The Kansas City Star

If Andy Reid becomes the Chiefs’ new head coach, you’ll hear a lot from his supporters about the great track record he built in Philadelphia.

Heck, a 130-93-1 record over 14 years is far better than the Chiefs’ record of 98-126 over the same span. He had nine winning seasons and made the NFL playoffs nine years.

But you will also hear about a lot of the problems he encountered and caused while guiding the Eagles. For instance, his team was 12-20 in the last two years.

And that carries a lot of weight with me.
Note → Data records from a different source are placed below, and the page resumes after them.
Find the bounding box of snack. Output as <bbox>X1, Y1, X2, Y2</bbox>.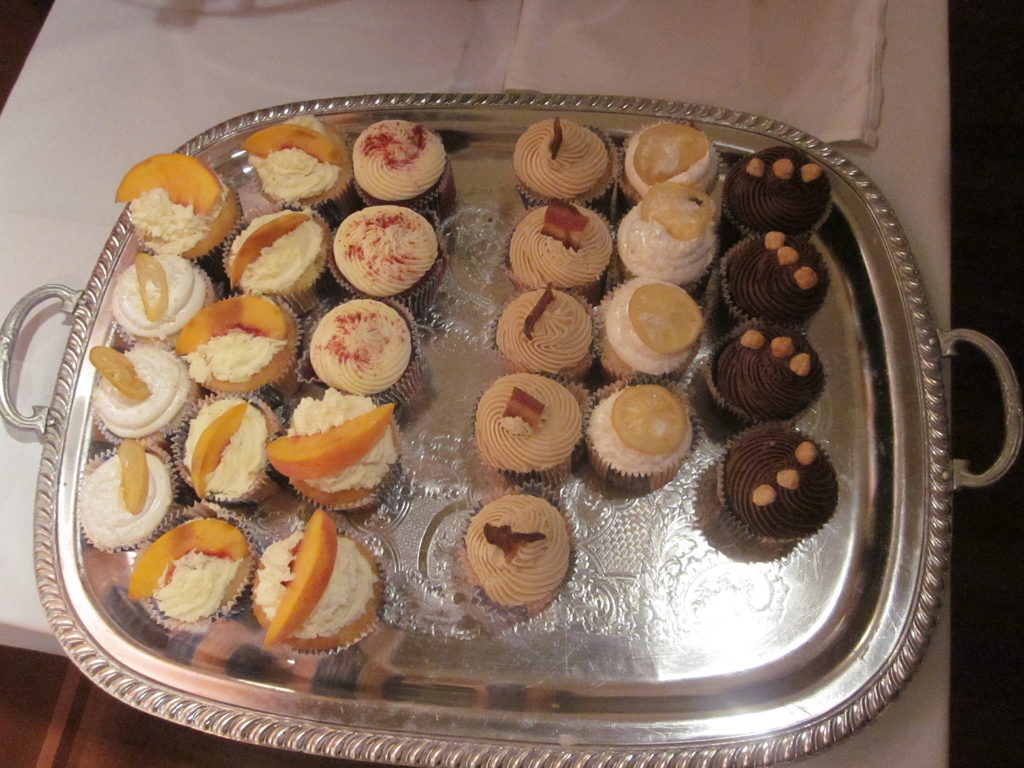
<bbox>243, 114, 359, 208</bbox>.
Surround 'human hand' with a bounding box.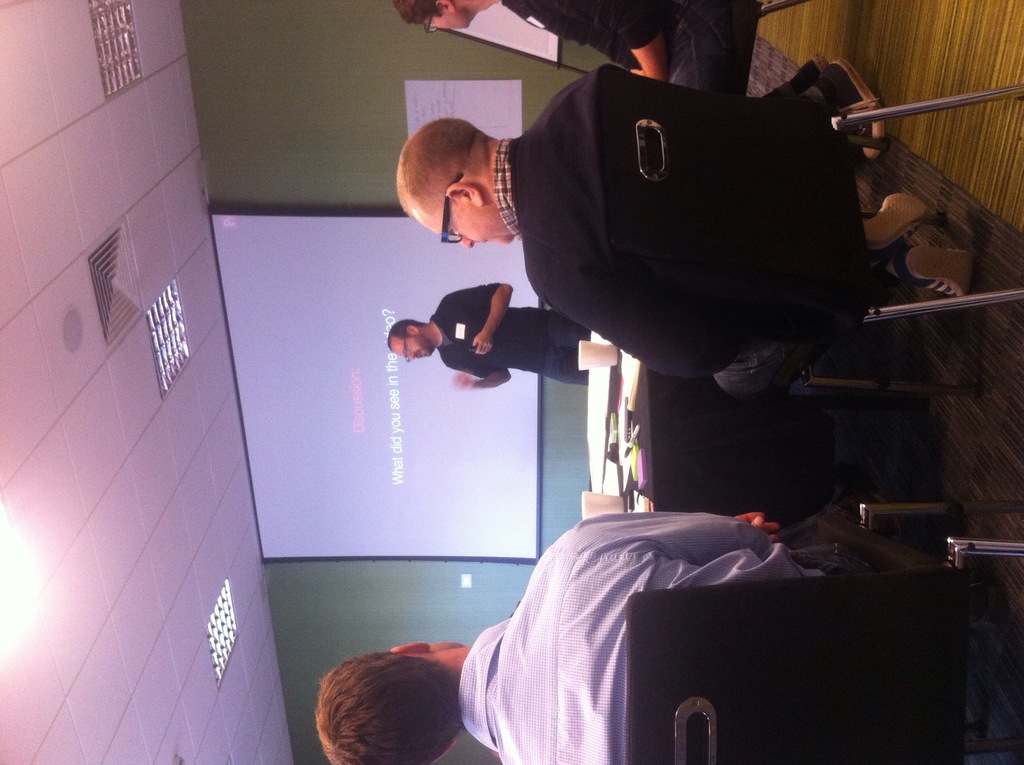
[631, 68, 645, 77].
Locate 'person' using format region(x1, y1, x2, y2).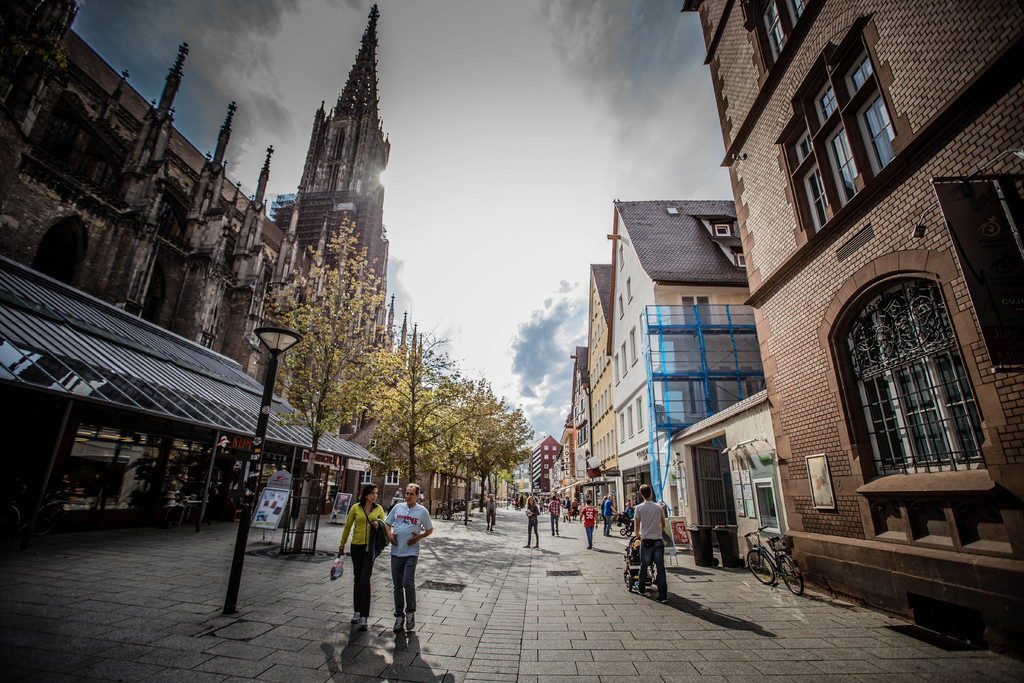
region(339, 491, 385, 632).
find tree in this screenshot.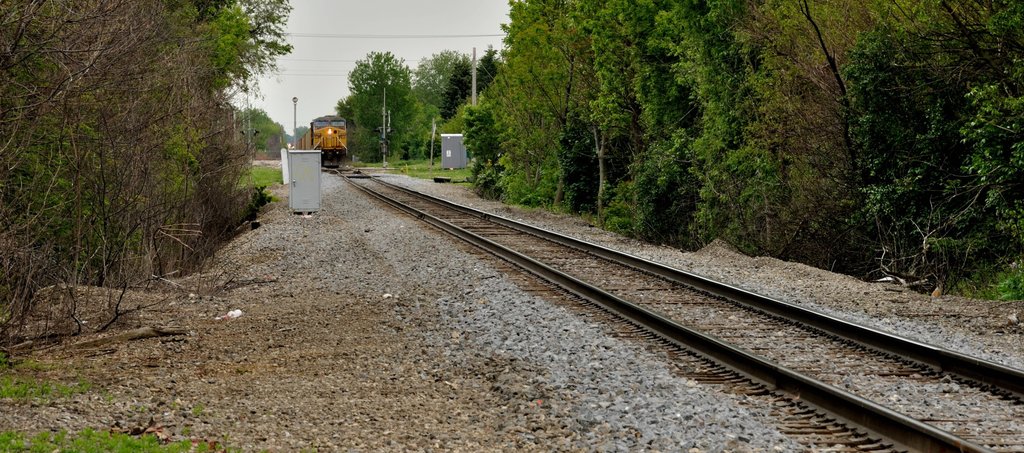
The bounding box for tree is BBox(602, 0, 765, 248).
Reid by this time had lost his longtime quarterback, Donovan McNabb, and couldn’t get the franchise headed in the right direction. (Reid’s Eagles were 22-26 the last three years without McNabb.)

This Slate/Deadspin piece summarized the pros and cons in one paragraph:

There will be plenty of people lining up to tell you that Reid was the worst fourth-quarter tactician in the league, a big-game choker, a bullheaded misuser of talent, a nincompoop, a slowly sinking barge to nowhere. Most of that is true. He was also a better coach than most franchises—and certainly the eternally scattershot and dysfunctional Eagles—usually see.”

Then there’s this from Philadelphia Daily News sports columnist Marcus Hayes, who really does not appear to have much respect for Reid. The columnist summed up the coach’s most recent season this way:

A cataclysmically awful signing; the drug-related death of a nepotistic hire; the insistence by his agent that he could coach in Philadelphia forever; the firing of a loyal, if miscast, lieutenant, and the subsequent, disastrous ascension of an overmatched assistant; the late-game injury to the most valuable player on the team in an unwinnable game; the dismissal of an insubordinate defensive lineman, then his insubordinate position coach. And, throughout, Reid’s pernicious refusal, in defiance of his owner’s dictate, to put a congenial face on the franchise he represented.”

Andy Reid, at least on paper, doesn’t sound like the kind of fresh start that owner Clark Hunt seemed to be seeking after justifiably firing Romeo Crennel.

Still, Reid on paper at least looks like a proven winner, someone who won’t come here as an unproven assistant coach.

If he transforms the worst team in the NFL into one of its best over the next few years, Reid will turn out to be a great hire by Hunt.

If he has a few more seasons like he’s had in Philadelphia recently, though, Reid will be another reason for Chiefs fans to stay away from Arrowhead Stadium.

Comments

  1. 5 months, 2 weeks ago

    Let me see here…. If Reid bombs, you have an “I told you so” to pull out in the future. If Reid does well, no one will remember this column.